Skip to content

PCs pick delegates

Area Progressive Conservative Party members have selected the group which represent them at next year’s leadership convention. Around 125 card-carrying PCs from the Barrhead-Morinville-Westlock constituency were at the Westlock Inn Monday, Dec.

Area Progressive Conservative Party members have selected the group which represent them at next year’s leadership convention.

Around 125 card-carrying PCs from the Barrhead-Morinville-Westlock constituency were at the Westlock Inn Monday, Dec. 5 and selected 15 delegates to attend the March 18, 2017 PC convention in Calgary.

“It was a very good turn out — a lot of young people,” said Geri Savage, president of the Barrhead-Morinville-Westlock PCAA (Progressive Conservative Association of Alberta) Constituency Association.

“It’s nice to see people come forward and want to get interested,” he added.

Fifteen delegates from each of the province’s 87 constituencies are chosen by the party membership to head to the spring PC convention to cast their ballots for one of four leadership candidates: MP Jason Kenney, former St. Albert MLA Stephen Khan, Vermilion-Lloydminster MLA Richard Starke and Calgary lawyer Byron Nelson.

Town of Westlock mayor Ralph Leriger and Coun. Clem Fagnan are two of the 15 from this constituency, while Westlock County reeve Don Savage and County of Barrhead Coun. Doug Drozd are alternates.

Delegates include Leriger, Craig Wilson, Richard Bouwman and Wes Werkman, while the remaining members are Fagnan, John Vander Deen, Jacqueline Hamoen, Gary Golby, Stanley Vierson, John Tyrell, Roelof Janssen, and Jason Zwarg.

Alternates are Drozd, Savage, Helmut Jantz and Ken Jersch, while Rae-Lynn Hamoen was selected as the alternate youth.

“It’s very important to get the youth involved, and youth is up to age 25,” Savage noted.

“They might not think they’re a youth anymore, but that’s what was allowed.”

Savage assured that unlike a Nov. 16 delegation selection meeting in Edmonton where Kenney’s campaign hosted a party down the hall and he was subsequently fined $5,000 for breaking the rules, that wasn’t the situation in Westlock.

“As far as politicians being there that were running for the party, they weren’t allowed to be there,” she said. “There wasn’t supposed to be any canvassing for votes within that room.”

“The door was locked,” she added. “You had to be a member to come through that door. You had to be registered.”

Leriger, who was selected for the delegate board after putting his name forward, explained why he chose to get involved, quoting French philosopher Joseph de Maistre who said, “The nation gets the government that they deserve.”

“I’m trying to do what I can do to influence positive change in my community and further,” Leriger said. “My generation lived through some of the best times that we’ll see in the history of the planet. We lived through post-war times of growth and prosperity, we lived in a country where we worried not for our safety, we had freedom and safety from violence. We lived charmed lives. And the world is changing.”

As well, he found it somewhat discouraging that many of the issues that were around when he was young, like the east-west conflict and the urban and rural divide, hasn’t improved over time.

“If you think the responsibility stops at 25 per cent of the people bothering to vote every four years, you’re wrong,” he said. “If you want to be governed well, then you need to be involved, you need to understand the issues, you need to talk to others about the issues, you need to see things from other people’s perspectives, you need to grow and cultivate and support leaders for the future, it’s important.”

Indeed two youth delegates, Benjamin Vierson and Hinne Janssen, were selected last Monday — a requirement of the party.

push icon
Be the first to read breaking stories. Enable push notifications on your device. Disable anytime.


→ **WORK TASK**
Repeat these records exactly, pictures excluded.

Segment Open

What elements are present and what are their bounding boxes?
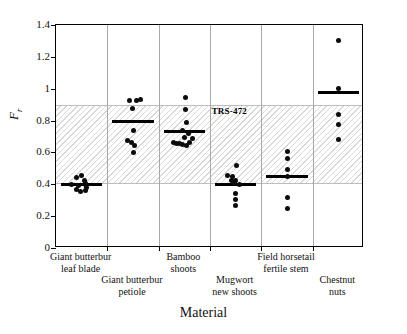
y-axis-tick bbox=[51, 216, 56, 217]
y-axis-tick-label: 1.4 bbox=[36, 18, 50, 30]
y-axis-tick bbox=[51, 89, 56, 90]
data-point bbox=[233, 203, 238, 208]
data-point bbox=[285, 174, 290, 179]
mean-line bbox=[318, 91, 359, 94]
x-axis-category-label: Giant butterbur leaf blade bbox=[31, 251, 131, 274]
x-axis-category-label: Mugwort new shoots bbox=[185, 274, 285, 297]
data-point bbox=[336, 38, 341, 43]
data-point bbox=[138, 97, 143, 102]
y-axis-tick bbox=[51, 121, 56, 122]
data-point bbox=[183, 107, 188, 112]
y-axis-tick bbox=[51, 184, 56, 185]
data-point bbox=[233, 191, 238, 196]
data-point bbox=[237, 182, 242, 187]
data-point bbox=[285, 195, 290, 200]
data-point bbox=[131, 150, 136, 155]
y-axis-tick-label: 1 bbox=[45, 82, 51, 94]
data-point bbox=[336, 112, 341, 117]
y-axis-tick bbox=[51, 57, 56, 58]
y-axis-tick-label: 0.6 bbox=[36, 145, 50, 157]
chart-figure: Fr 00.20.40.60.811.21.4 TRS-472 Material… bbox=[0, 0, 407, 334]
data-point bbox=[127, 98, 132, 103]
data-point bbox=[84, 185, 89, 190]
group-separator bbox=[261, 25, 262, 246]
data-point bbox=[132, 143, 137, 148]
data-point bbox=[285, 156, 290, 161]
mean-line bbox=[112, 120, 153, 123]
y-axis-tick-label: 0.8 bbox=[36, 114, 50, 126]
y-axis-tick-label: 1.2 bbox=[36, 50, 50, 62]
data-point bbox=[69, 182, 74, 187]
y-axis-tick-labels: 00.20.40.60.811.21.4 bbox=[0, 24, 50, 247]
x-axis-category-label: Giant butterbur petiole bbox=[82, 274, 182, 297]
data-point bbox=[233, 197, 238, 202]
x-axis-title: Material bbox=[0, 305, 407, 321]
data-point bbox=[182, 135, 187, 140]
plot-area: TRS-472 bbox=[55, 24, 363, 247]
y-axis-tick bbox=[51, 248, 56, 249]
data-point bbox=[184, 120, 189, 125]
data-point bbox=[183, 95, 188, 100]
data-point bbox=[130, 106, 135, 111]
x-axis-category-label: Bamboo shoots bbox=[133, 251, 233, 274]
data-point bbox=[285, 206, 290, 211]
y-axis-tick-label: 0.4 bbox=[36, 177, 50, 189]
reference-band-label: TRS-472 bbox=[212, 106, 247, 116]
group-separator bbox=[107, 25, 108, 246]
y-axis-tick-label: 0.2 bbox=[36, 209, 50, 221]
reference-band bbox=[56, 105, 362, 185]
data-point bbox=[336, 122, 341, 127]
group-separator bbox=[159, 25, 160, 246]
x-axis-category-label: Chestnut nuts bbox=[287, 274, 387, 297]
group-separator bbox=[313, 25, 314, 246]
group-separator bbox=[210, 25, 211, 246]
y-axis-tick bbox=[51, 152, 56, 153]
x-axis-category-label: Field horsetail fertile stem bbox=[236, 251, 336, 274]
y-axis-tick bbox=[51, 25, 56, 26]
data-point bbox=[285, 149, 290, 154]
data-point bbox=[234, 163, 239, 168]
data-point bbox=[336, 137, 341, 142]
mean-line bbox=[61, 183, 102, 186]
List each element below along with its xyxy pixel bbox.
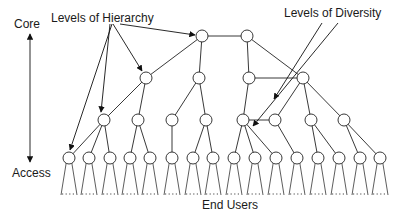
network-link xyxy=(247,36,303,78)
network-link xyxy=(146,36,202,78)
network-link xyxy=(104,78,146,120)
levels-of-diversity-label: Levels of Diversity xyxy=(284,6,381,20)
hierarchy-pointer-arrow xyxy=(120,24,195,35)
network-node-access xyxy=(333,152,345,164)
network-node-level-3 xyxy=(269,114,281,126)
network-node-access xyxy=(249,152,261,164)
network-links xyxy=(69,36,380,158)
network-node-access xyxy=(228,152,240,164)
network-link xyxy=(303,78,344,120)
network-node-level-3 xyxy=(237,114,249,126)
network-node-level-3 xyxy=(200,114,212,126)
network-node-level-2 xyxy=(243,72,255,84)
network-node-level-3 xyxy=(338,114,350,126)
network-node-access xyxy=(166,152,178,164)
network-node-access xyxy=(124,152,136,164)
access-label: Access xyxy=(12,166,51,180)
network-node-access xyxy=(144,152,156,164)
network-node-access xyxy=(63,152,75,164)
network-link xyxy=(172,78,199,120)
network-node-level-3 xyxy=(166,114,178,126)
network-node-access xyxy=(270,152,282,164)
network-hierarchy-diagram: Core Access Levels of Hierarchy Levels o… xyxy=(0,0,399,218)
network-node-core xyxy=(241,30,253,42)
core-label: Core xyxy=(14,17,40,31)
hierarchy-pointer-arrow xyxy=(113,24,142,71)
diversity-pointer-arrow xyxy=(253,23,338,126)
network-node-level-3 xyxy=(98,114,110,126)
network-node-access xyxy=(83,152,95,164)
network-node-access xyxy=(187,152,199,164)
levels-of-hierarchy-label: Levels of Hierarchy xyxy=(51,11,154,25)
network-node-level-3 xyxy=(305,114,317,126)
network-node-access xyxy=(374,152,386,164)
hierarchy-pointer-arrow xyxy=(101,24,110,112)
network-node-access xyxy=(291,152,303,164)
network-node-core xyxy=(196,30,208,42)
network-node-level-2 xyxy=(140,72,152,84)
network-link xyxy=(243,120,276,158)
network-node-access xyxy=(312,152,324,164)
network-node-level-2 xyxy=(193,72,205,84)
diversity-pointer-arrow xyxy=(274,23,322,99)
network-node-access xyxy=(104,152,116,164)
network-nodes xyxy=(63,30,386,164)
network-link xyxy=(275,78,303,120)
network-node-access xyxy=(354,152,366,164)
network-node-level-2 xyxy=(297,72,309,84)
network-node-access xyxy=(207,152,219,164)
network-node-level-3 xyxy=(132,114,144,126)
end-users-label: End Users xyxy=(202,198,258,212)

Segment Closed

→ **RESPONSE FOR THIS EXERCISE**
What elements are present and what are their bounding boxes?
y-axis-tick bbox=[51, 216, 56, 217]
y-axis-tick-label: 1.4 bbox=[36, 18, 50, 30]
y-axis-tick bbox=[51, 89, 56, 90]
data-point bbox=[233, 203, 238, 208]
data-point bbox=[285, 174, 290, 179]
mean-line bbox=[318, 91, 359, 94]
x-axis-category-label: Giant butterbur leaf blade bbox=[31, 251, 131, 274]
x-axis-category-label: Mugwort new shoots bbox=[185, 274, 285, 297]
data-point bbox=[336, 38, 341, 43]
data-point bbox=[138, 97, 143, 102]
y-axis-tick bbox=[51, 121, 56, 122]
data-point bbox=[183, 107, 188, 112]
y-axis-tick bbox=[51, 184, 56, 185]
data-point bbox=[233, 191, 238, 196]
data-point bbox=[237, 182, 242, 187]
data-point bbox=[285, 195, 290, 200]
data-point bbox=[131, 150, 136, 155]
y-axis-tick-label: 1 bbox=[45, 82, 51, 94]
data-point bbox=[336, 112, 341, 117]
y-axis-tick bbox=[51, 57, 56, 58]
y-axis-tick-label: 0.6 bbox=[36, 145, 50, 157]
chart-figure: Fr 00.20.40.60.811.21.4 TRS-472 Material… bbox=[0, 0, 407, 334]
data-point bbox=[127, 98, 132, 103]
data-point bbox=[84, 185, 89, 190]
group-separator bbox=[261, 25, 262, 246]
data-point bbox=[132, 143, 137, 148]
data-point bbox=[285, 156, 290, 161]
mean-line bbox=[112, 120, 153, 123]
y-axis-tick-label: 0.8 bbox=[36, 114, 50, 126]
y-axis-tick-label: 1.2 bbox=[36, 50, 50, 62]
data-point bbox=[69, 182, 74, 187]
y-axis-tick-labels: 00.20.40.60.811.21.4 bbox=[0, 24, 50, 247]
x-axis-category-label: Giant butterbur petiole bbox=[82, 274, 182, 297]
data-point bbox=[233, 197, 238, 202]
x-axis-title: Material bbox=[0, 305, 407, 321]
data-point bbox=[182, 135, 187, 140]
plot-area: TRS-472 bbox=[55, 24, 363, 247]
y-axis-tick bbox=[51, 248, 56, 249]
data-point bbox=[184, 120, 189, 125]
data-point bbox=[183, 95, 188, 100]
data-point bbox=[130, 106, 135, 111]
x-axis-category-label: Bamboo shoots bbox=[133, 251, 233, 274]
data-point bbox=[285, 206, 290, 211]
y-axis-tick-label: 0.4 bbox=[36, 177, 50, 189]
reference-band-label: TRS-472 bbox=[212, 106, 247, 116]
group-separator bbox=[107, 25, 108, 246]
y-axis-tick-label: 0.2 bbox=[36, 209, 50, 221]
reference-band bbox=[56, 105, 362, 185]
data-point bbox=[336, 122, 341, 127]
group-separator bbox=[159, 25, 160, 246]
x-axis-category-label: Chestnut nuts bbox=[287, 274, 387, 297]
group-separator bbox=[313, 25, 314, 246]
group-separator bbox=[210, 25, 211, 246]
y-axis-tick bbox=[51, 152, 56, 153]
x-axis-category-label: Field horsetail fertile stem bbox=[236, 251, 336, 274]
y-axis-tick bbox=[51, 25, 56, 26]
data-point bbox=[285, 149, 290, 154]
data-point bbox=[234, 163, 239, 168]
data-point bbox=[336, 137, 341, 142]
mean-line bbox=[61, 183, 102, 186]
List each element below along with its xyxy pixel bbox.
network-link xyxy=(247,36,303,78)
network-link xyxy=(146,36,202,78)
network-link xyxy=(104,78,146,120)
levels-of-diversity-label: Levels of Diversity xyxy=(284,6,381,20)
hierarchy-pointer-arrow xyxy=(120,24,195,35)
network-node-access xyxy=(333,152,345,164)
network-node-level-3 xyxy=(269,114,281,126)
network-node-access xyxy=(249,152,261,164)
network-links xyxy=(69,36,380,158)
network-node-access xyxy=(228,152,240,164)
network-link xyxy=(303,78,344,120)
network-node-level-3 xyxy=(237,114,249,126)
network-node-level-3 xyxy=(200,114,212,126)
network-node-level-2 xyxy=(243,72,255,84)
network-node-level-3 xyxy=(338,114,350,126)
network-node-access xyxy=(166,152,178,164)
network-node-access xyxy=(124,152,136,164)
access-label: Access xyxy=(12,166,51,180)
network-node-access xyxy=(144,152,156,164)
network-node-access xyxy=(63,152,75,164)
network-link xyxy=(172,78,199,120)
network-node-level-3 xyxy=(166,114,178,126)
network-node-access xyxy=(270,152,282,164)
network-hierarchy-diagram: Core Access Levels of Hierarchy Levels o… xyxy=(0,0,399,218)
network-node-core xyxy=(241,30,253,42)
core-label: Core xyxy=(14,17,40,31)
hierarchy-pointer-arrow xyxy=(113,24,142,71)
diversity-pointer-arrow xyxy=(253,23,338,126)
network-node-level-3 xyxy=(98,114,110,126)
network-node-access xyxy=(83,152,95,164)
network-node-access xyxy=(187,152,199,164)
levels-of-hierarchy-label: Levels of Hierarchy xyxy=(51,11,154,25)
network-node-level-3 xyxy=(305,114,317,126)
network-node-access xyxy=(374,152,386,164)
hierarchy-pointer-arrow xyxy=(101,24,110,112)
network-node-access xyxy=(291,152,303,164)
network-node-core xyxy=(196,30,208,42)
network-node-level-2 xyxy=(140,72,152,84)
network-link xyxy=(243,120,276,158)
network-node-access xyxy=(312,152,324,164)
network-node-level-2 xyxy=(193,72,205,84)
diversity-pointer-arrow xyxy=(274,23,322,99)
network-node-access xyxy=(104,152,116,164)
network-nodes xyxy=(63,30,386,164)
network-link xyxy=(275,78,303,120)
network-node-access xyxy=(354,152,366,164)
network-node-level-2 xyxy=(297,72,309,84)
network-node-access xyxy=(207,152,219,164)
network-node-level-3 xyxy=(132,114,144,126)
end-users-label: End Users xyxy=(202,198,258,212)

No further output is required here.